HUGHES, Thomas (d.1626), of Gray's Inn and Wells, Som.

Published in The History of Parliament: the House of Commons 1558-1603, ed. P.W. Hasler, 1981
Available from Boydell and Brewer

Constituency

Dates

Family and Education

?s. of Thomas Hughes of Cheshire by Catherine, da. of Mathew ap Griffith. educ. ?Shrewsbury 1562; Queens’, Camb. 1571, BA 1575, MA 1579, fellow 1576-82; Gray’s Inn 1579, called 1585. m. Frances, da. of Nicholas Mynn, 2s. 3da. Kntd. 4 Nov. 1619.1

Offices Held

J.p.q. Som. from c.1593; prothonotary and clerk of the Crown, Brec., Glam., Mon., Rad. 1616; dean of the chapel at Gray’s Inn 1618.2

Biography

In some unascertained way, Hughes attracted the notice of the Queen who, 24 Apr. 1576, asked the master and fellows of Queens’ to elect him to a vacant fellowship. After further pressure from the Privy Council some three months later Hughes was elected, staying long enough to take his MA before entering Gray’s Inn to begin a legal career.3

That it was this man who sat for Lyme Regis (presumably through the influence of the Earl of Warwick) in the 1586 Parliament is clear from D’Ewes’s statement that on 13 Mar. 1587 the bill against fraudulent conveyances made by fugitives was delivered to Mr. Hughes of Gray’s Inn. Warwick’s brother, the Earl of Leicester, was chamberlain of Chester and had considerable interests in that part of the country, and it is possible that it was through him that Hughes first came to the notice of the Queen.

After his career at the bar, Hughes returned to Somerset, where he was an active justice. He was knighted in 1619, and died intestate before 13 May 1626, when administration both of his goods and those of his wife, Lady Frances Hughes, was granted to Thomas, his son and heir. Hughes was author of The Misfortunes of Arthur, a tragedy in blank verse on the Senecan model, performed before the Queen during the Gray’s Inn entertainments at Greenwich in February 1588. Modern critics have seen in the play an allegory, in ‘justification for the execution of Mary Stuart’.4

Ref Volumes: 1558-1603

Author: Roger Virgoe

Notes

  • 1. Vis. Som. (Harl. Soc. xi), 59.
  • 2. CSP Dom. 1611-18, p. 415; G. Inn Pens. Bk. i. 232.
  • 3. CPR, 1558-60, p. 327; Peck, Desiderata Curiosa, iii. 4-5.
  • 4. Pens. Bk. i. 66, 78, 100, 177, 232; APC, 1618-19, pp. 471-2, 474-5; PCC admon. act bk. 1626, f. 80; CSP Dom. 1623-5, p. 89; Som. Q. Sess. Recs. (Som. Rec. Soc. xxiii); DNB, x. 188; I. Ribner, The Eng. Hist. Play in the Age of Shakespeare, 229-36; D’Ewes, 414; N. and Q. cc. 371-3.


Task brief:
One number should be the full reply: how many lines of the material below contain "metric".

*** Opening of Data to process ***

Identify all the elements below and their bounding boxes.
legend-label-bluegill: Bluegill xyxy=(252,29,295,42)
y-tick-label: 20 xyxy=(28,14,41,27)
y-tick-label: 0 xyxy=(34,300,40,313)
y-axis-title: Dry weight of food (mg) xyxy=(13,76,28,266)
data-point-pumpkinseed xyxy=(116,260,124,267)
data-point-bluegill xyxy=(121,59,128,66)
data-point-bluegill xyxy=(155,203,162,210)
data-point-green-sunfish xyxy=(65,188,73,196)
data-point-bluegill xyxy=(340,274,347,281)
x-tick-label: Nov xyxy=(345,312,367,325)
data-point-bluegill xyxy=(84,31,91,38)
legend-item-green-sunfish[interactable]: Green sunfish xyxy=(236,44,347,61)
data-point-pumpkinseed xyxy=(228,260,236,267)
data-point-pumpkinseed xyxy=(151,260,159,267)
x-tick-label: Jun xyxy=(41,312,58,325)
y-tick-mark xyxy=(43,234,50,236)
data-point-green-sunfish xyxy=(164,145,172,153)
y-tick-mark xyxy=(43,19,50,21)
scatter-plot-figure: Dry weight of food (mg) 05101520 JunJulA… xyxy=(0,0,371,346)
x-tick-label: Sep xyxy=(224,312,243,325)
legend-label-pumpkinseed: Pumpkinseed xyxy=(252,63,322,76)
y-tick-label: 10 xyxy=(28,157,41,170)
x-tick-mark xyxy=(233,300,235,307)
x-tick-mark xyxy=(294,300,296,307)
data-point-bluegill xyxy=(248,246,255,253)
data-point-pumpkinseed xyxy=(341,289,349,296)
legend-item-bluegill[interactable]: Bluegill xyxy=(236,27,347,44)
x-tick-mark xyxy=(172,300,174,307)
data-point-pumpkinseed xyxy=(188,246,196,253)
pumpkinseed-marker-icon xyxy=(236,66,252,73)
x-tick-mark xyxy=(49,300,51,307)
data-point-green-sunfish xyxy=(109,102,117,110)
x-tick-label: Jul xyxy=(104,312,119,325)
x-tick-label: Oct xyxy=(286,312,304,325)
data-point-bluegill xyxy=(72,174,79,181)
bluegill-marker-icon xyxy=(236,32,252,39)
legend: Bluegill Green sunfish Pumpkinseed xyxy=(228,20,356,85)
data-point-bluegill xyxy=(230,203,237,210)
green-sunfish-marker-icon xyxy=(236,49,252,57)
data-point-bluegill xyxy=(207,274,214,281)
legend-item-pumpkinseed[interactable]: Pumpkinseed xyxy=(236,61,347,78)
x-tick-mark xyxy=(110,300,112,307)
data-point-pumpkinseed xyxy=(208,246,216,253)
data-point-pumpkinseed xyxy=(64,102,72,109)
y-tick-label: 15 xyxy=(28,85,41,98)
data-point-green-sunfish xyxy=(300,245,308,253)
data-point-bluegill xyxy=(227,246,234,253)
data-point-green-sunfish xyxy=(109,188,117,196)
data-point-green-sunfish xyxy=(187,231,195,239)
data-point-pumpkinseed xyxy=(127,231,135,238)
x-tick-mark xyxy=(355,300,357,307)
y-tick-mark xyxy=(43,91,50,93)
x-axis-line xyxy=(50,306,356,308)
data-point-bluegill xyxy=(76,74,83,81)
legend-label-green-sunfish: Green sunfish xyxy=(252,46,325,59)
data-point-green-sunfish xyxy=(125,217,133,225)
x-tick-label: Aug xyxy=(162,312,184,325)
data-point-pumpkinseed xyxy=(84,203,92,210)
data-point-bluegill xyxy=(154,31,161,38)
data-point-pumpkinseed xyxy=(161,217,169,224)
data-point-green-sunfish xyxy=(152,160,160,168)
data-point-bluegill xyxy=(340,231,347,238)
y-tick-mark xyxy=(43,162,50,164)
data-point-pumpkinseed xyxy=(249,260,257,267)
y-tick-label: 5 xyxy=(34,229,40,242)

*** Close of Data to process ***
*** Opening of Data to process ***

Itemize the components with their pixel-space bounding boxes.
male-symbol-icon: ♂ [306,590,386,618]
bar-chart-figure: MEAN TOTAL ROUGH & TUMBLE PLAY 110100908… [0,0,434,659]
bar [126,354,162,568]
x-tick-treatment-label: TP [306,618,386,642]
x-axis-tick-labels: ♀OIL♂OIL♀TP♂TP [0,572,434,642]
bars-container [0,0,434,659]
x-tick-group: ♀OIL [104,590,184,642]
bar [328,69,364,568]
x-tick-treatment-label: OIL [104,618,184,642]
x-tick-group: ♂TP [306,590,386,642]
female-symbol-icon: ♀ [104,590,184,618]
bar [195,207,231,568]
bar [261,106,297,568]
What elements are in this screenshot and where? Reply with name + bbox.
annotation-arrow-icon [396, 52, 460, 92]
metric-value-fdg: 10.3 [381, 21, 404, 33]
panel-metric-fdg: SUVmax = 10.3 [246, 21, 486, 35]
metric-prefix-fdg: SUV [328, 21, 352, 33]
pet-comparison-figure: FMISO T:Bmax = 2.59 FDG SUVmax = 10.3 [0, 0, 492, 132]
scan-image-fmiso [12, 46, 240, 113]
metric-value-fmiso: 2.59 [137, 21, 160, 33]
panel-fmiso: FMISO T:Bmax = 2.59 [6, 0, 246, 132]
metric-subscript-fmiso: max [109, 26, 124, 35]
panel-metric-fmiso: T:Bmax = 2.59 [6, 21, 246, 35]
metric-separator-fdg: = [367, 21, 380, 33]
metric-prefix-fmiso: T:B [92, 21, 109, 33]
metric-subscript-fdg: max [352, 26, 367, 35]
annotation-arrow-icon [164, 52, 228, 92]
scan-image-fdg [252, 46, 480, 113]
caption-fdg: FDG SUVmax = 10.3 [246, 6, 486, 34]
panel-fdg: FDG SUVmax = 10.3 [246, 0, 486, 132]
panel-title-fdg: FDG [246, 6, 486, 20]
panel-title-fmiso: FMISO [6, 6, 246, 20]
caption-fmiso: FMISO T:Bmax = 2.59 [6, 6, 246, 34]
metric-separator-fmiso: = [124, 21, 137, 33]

*** Close of Data to process ***

Written solution:
10